Climate change is an important driver of biodiversity loss and extinction of endemic montane species. In China, three endemic Juniperus spp. (Juniperuspingii var. pingii, J.tibetica, and J.komarovii) are threatened and subjected to the risk of extinction. This study aimed to predict the potential distribution of these three Juniperus species under climate change and dispersal scenarios, to identify critical drivers explaining their potential distributions, to assess the extinction risk by estimating the loss percentage in their area of occupancy (AOO), and to identify priority areas for their conservation in China.
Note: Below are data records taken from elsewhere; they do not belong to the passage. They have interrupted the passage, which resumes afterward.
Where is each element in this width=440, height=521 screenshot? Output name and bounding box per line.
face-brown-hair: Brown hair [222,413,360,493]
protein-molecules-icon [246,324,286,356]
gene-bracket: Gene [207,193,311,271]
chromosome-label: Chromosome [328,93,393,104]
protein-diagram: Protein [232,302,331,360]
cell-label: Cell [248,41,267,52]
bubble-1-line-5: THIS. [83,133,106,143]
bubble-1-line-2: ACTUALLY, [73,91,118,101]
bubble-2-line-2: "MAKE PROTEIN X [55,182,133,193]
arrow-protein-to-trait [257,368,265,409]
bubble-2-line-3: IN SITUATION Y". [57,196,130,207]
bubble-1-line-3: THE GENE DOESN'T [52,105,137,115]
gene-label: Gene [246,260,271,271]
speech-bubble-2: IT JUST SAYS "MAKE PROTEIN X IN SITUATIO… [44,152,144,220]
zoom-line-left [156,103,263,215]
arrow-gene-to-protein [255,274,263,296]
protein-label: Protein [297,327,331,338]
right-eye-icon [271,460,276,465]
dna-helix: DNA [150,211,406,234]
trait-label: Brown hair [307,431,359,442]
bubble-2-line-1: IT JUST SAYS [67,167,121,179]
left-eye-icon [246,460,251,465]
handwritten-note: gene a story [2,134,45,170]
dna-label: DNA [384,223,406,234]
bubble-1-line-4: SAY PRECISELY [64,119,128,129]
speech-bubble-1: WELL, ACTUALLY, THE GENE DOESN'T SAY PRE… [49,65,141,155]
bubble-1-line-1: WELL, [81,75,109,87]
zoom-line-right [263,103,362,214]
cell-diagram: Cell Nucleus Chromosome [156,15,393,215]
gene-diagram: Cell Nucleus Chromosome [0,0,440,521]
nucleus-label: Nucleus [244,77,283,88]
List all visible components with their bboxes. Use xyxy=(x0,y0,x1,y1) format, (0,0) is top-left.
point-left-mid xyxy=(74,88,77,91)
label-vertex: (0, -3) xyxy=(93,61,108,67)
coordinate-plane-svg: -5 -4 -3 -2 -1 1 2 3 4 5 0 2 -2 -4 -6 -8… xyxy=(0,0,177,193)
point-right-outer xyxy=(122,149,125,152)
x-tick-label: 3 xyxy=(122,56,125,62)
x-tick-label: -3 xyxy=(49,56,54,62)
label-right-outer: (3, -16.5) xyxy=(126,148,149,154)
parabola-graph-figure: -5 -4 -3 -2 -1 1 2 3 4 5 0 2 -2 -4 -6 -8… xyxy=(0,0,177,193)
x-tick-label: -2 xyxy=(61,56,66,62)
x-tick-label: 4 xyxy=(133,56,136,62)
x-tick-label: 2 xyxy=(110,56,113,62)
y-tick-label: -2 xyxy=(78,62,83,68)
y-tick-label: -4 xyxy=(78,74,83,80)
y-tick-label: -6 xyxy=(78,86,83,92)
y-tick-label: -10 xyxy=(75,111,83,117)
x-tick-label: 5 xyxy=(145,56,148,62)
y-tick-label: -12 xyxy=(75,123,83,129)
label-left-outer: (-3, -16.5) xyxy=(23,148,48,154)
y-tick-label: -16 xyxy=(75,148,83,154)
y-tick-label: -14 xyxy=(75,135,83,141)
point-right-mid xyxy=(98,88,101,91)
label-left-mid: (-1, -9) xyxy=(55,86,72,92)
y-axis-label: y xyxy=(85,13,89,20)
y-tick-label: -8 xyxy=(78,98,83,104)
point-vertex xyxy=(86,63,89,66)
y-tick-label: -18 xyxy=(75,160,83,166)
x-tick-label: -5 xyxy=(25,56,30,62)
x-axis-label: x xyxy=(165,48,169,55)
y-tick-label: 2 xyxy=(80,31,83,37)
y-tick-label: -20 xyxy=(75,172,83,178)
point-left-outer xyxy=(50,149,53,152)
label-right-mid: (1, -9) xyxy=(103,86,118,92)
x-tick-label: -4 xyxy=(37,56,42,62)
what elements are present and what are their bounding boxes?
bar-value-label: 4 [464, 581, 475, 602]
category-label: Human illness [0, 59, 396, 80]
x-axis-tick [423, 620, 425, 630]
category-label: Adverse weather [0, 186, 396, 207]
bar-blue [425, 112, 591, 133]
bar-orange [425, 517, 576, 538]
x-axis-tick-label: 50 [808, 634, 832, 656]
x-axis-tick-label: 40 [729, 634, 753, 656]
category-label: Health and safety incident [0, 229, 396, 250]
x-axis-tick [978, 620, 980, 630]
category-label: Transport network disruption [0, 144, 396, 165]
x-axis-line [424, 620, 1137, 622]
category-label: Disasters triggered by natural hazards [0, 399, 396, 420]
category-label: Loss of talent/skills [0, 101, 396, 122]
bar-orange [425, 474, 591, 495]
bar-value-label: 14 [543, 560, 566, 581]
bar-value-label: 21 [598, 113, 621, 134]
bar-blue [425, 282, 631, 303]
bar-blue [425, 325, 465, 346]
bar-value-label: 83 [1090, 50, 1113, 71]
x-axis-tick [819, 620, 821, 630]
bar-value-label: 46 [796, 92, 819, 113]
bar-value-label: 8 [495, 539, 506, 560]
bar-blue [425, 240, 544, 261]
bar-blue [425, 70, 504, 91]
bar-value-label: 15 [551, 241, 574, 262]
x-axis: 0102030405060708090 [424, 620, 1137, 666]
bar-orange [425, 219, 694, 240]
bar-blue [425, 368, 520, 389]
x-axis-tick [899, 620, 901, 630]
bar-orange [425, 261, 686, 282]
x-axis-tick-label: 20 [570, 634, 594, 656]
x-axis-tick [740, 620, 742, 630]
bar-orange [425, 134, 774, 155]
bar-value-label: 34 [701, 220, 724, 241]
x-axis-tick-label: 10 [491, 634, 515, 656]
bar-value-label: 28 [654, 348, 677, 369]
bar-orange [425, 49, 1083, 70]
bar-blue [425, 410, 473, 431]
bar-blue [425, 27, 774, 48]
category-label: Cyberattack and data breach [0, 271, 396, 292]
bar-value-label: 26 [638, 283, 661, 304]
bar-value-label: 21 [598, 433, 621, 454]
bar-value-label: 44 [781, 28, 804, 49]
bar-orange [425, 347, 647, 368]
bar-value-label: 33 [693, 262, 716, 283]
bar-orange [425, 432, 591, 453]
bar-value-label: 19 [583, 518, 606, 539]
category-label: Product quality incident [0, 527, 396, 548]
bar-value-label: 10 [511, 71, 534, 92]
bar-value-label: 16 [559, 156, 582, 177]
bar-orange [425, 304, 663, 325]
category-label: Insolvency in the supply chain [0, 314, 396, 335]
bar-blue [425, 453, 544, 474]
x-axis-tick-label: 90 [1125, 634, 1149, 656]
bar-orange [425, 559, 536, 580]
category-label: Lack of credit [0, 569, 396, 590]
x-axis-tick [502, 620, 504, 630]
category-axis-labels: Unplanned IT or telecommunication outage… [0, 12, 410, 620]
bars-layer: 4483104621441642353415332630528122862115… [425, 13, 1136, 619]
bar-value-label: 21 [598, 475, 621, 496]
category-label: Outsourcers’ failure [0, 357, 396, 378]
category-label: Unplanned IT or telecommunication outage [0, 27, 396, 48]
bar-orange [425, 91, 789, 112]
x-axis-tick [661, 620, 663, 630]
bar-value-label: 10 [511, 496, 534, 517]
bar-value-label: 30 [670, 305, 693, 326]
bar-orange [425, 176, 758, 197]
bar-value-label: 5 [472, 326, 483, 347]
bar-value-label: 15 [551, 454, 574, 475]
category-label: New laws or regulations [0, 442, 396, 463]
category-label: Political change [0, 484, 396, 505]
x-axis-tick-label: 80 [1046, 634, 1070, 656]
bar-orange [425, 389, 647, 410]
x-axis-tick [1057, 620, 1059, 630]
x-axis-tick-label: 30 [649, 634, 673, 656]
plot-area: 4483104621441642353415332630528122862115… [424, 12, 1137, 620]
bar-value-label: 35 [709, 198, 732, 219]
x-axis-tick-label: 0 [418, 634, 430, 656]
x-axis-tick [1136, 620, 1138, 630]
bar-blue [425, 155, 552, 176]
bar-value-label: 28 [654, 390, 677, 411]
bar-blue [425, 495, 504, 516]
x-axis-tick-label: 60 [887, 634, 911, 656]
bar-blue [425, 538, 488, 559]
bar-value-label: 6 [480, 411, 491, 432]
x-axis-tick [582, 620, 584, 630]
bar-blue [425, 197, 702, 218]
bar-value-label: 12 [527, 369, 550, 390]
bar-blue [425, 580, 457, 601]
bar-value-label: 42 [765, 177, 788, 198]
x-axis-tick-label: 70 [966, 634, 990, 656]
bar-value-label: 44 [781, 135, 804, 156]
We used ensemble modeling to evaluate the impact of climate change and project AOO. Our results revealed that the projected AOOs followed a similar trend in the three Juniperus species, which predicted an entire loss of their suitable habitats under both climate and dispersal scenarios. Temperature annual range and isothermality were the most critical key variables explaining the potential distribution of these three Juniperus species; they contribute by 16–56.1% and 20.4–38.3%, respectively. Accounting for the use of different thresholds provides a balanced approach for species distribution models’ applications in conservation assessment when the goal is to assess potential climatic suitability in new geographical areas. Therefore, south Sichuan and north Yunnan could be considered important priority conservation areas for in situ conservation and search for unknown populations of these three Juniperus species.